7 Amazing Ways Smart Leaders Turn Failure Into An Asset

7 Amazing Ways Smart Leaders Turn Failure Into An Asset

We in the start-up world like to talk a lot about failure. Fail often, fail early, fail forward, and most importantly -- don't fail to learn from failure.

But now, two lecturers at Berkeley's Haas School of Business, John Danner and Mark Coopersmith, have gone a step further. They argue in their new book The Other F Word that failure is not only nothing to be feared -- it's actually a bankable asset.

"Some people look at failure as an isolated event or a potential management process," Danner explains. "We see failure itself as a strategic resource, on a par with the other resources businesses have available to them. Failure is the one resource everyone creates every day. When you look at it that way you suddenly begin to see its potential for telling you what you don't know and how to position your next cycle of decisions. It also helps you avoid getting caught up in your own belief system at the expense of reality."

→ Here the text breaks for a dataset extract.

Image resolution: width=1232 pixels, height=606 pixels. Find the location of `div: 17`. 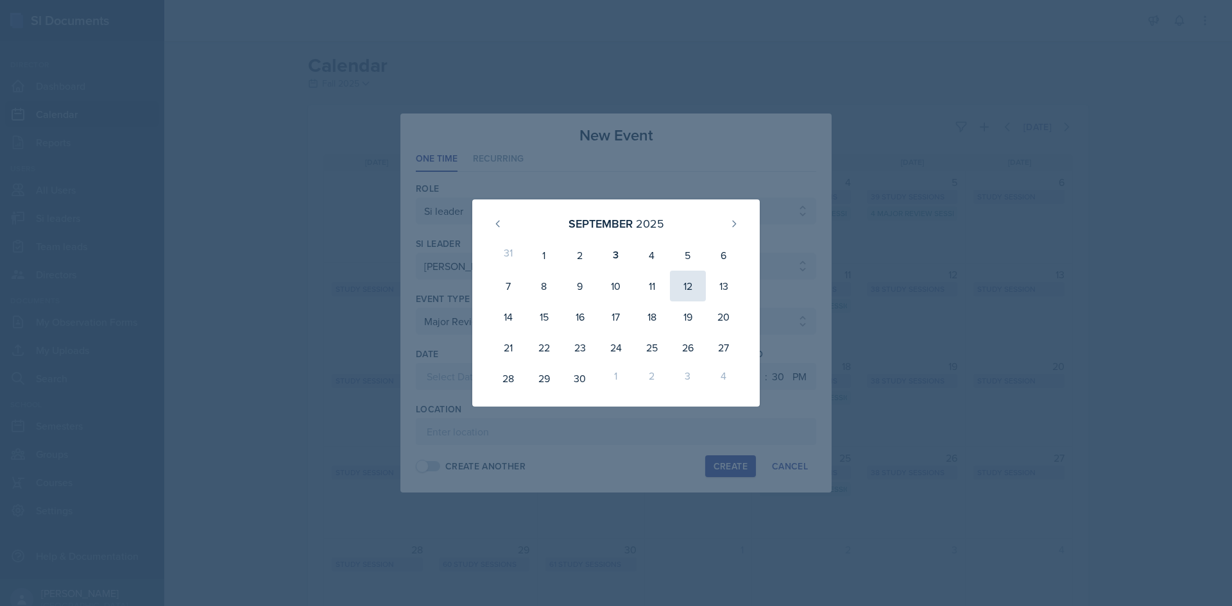

div: 17 is located at coordinates (616, 317).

Sound intriguing? In their book, Danner and Coopersmith lay out a seven-step process for capitalizing on your failure resources:

Before you fail:

1. Respect the power and likelihood of failure.

Many motivation experts will tell you to focus on the positive -- on the successes you desire and not the calamities you fear. Do that, and you'll miss part of the value of failure, Danner says. After all, the question is not whether you will fail, but only when and how.

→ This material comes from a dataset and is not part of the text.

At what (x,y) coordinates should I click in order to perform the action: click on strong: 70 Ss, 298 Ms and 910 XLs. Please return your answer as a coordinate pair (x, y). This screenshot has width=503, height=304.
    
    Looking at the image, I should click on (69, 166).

"Do you respect the inevitability of failure and recognize that it's uniquely valuable?" he asks. "If you start out with the attitude that failure is not an option, you blind yourself to issues that will come back and bite you."

2. Rehearse for your most damaging failures, to develop quick reflexes.

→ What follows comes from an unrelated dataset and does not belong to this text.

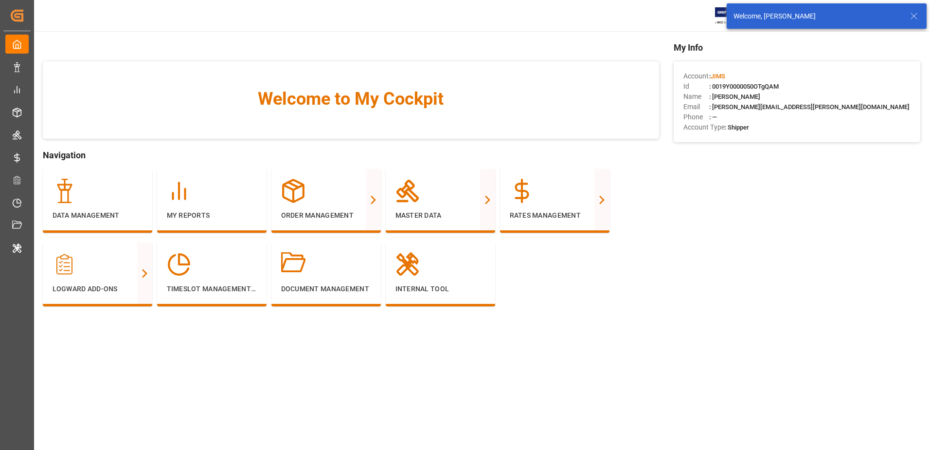 Image resolution: width=930 pixels, height=450 pixels. I want to click on img: Exertis%20JAM%20-%20Email%20Logo.jpg_1722504956.jpg, so click(732, 16).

"We borrowed a page from high-reliability organizations such as nuclear facilities and emergency rooms that thrive on this kind of rehearsal," Danner explains. Most businesses don't rehearse for such things as a public relations failure or a bad hire -- and they should, he says.

But rehearsing for a bad hire is different from holding a fire drill. How do you do it? The important thing is to figure out in advance who will identify the failure, who will decide that it is a failure, and who will pull the trigger on a response, Danner explains. "How do you handle a slow fuse failure?" he asks. "Who's going to make the call? Business leaders don't decide those things in advance and it leaves them vulnerable."

While failing:

3. Recognize early when a failure is underway.

Especially as a small company with little margin for error, it's important to catch a failure as soon as it starts happening. But sometimes it's hard to tell when failure is upon you -- for instance you may think that doomed initiative is merely taking a long time to catch on.

So how do you catch failure early in the game? Start with metrics, such as falling sales figures, rising costs, or whatever is appropriate, that will automatically trigger your failure response so you don't have to decide while a crisis is actually happening. "It's not just a matter of tracking your internal metrics, but also your peripheral vision because the likely threats to your company are just offstage, such as a new technology or competitor," Danner says. It also helps, he adds, to have as many diverse viewpoints within your leadership as you can. "It's that odd question from an unusual angle that can give you the best insight as to where you're vulnerable."

4. React to the failure in the moment.

This is something some organizations excel at, while others struggle, Coopersmith says. "They organize the troops, apologize if appropriate, and work on the goodwill they have to move on." A great example, he adds, is Reed Hastings. After alienating customers with the announcement that Netflix would spin off its DVD-by-mail business into a new company inexplicably named Qwikster -- one of the most boneheaded product launches of 2011 -- Hastings changed course and took it all back after only 23 days.

After you fail:

5. Reflect on the causes of your failure.

This does not mean assigning responsibility, Danner cautions. "The last question on your agenda should be whom to blame," he says. Instead, he recommends finding the how, where, why, and what of the failure.

"People look to how leaders handle the folks closely involved with a failure to find out whether the trial-and-error rhetoric really comes down to trial-and-terror," he says. "They watch closely to see how honestly and how fairly people are treated. This is something leaders sometimes squander in their recrimination stage."

6. Rebound with confidence.

"Some organizations spend too long focusing on the failure," Danner says. Once you've spent a little time reflecting and absorbed any wisdom you can from the experience, it's time to move on.

"You've got to get back in the game," he says. "You've just gone through a period of intense reflection. How are you going to use those lessons you've just learned?"

7. Remember the failure.

Commemorating failures helps build your company's culture and strengthens its ability to learn from them. "Leaders and organizations should create stories and relics of their failures, as a reminder that not every failure is fatal," Coopersmith advises.

"WD-40 is named that way because there was a WD-1 through WD-39," Danner adds. "Each of those was a small failure."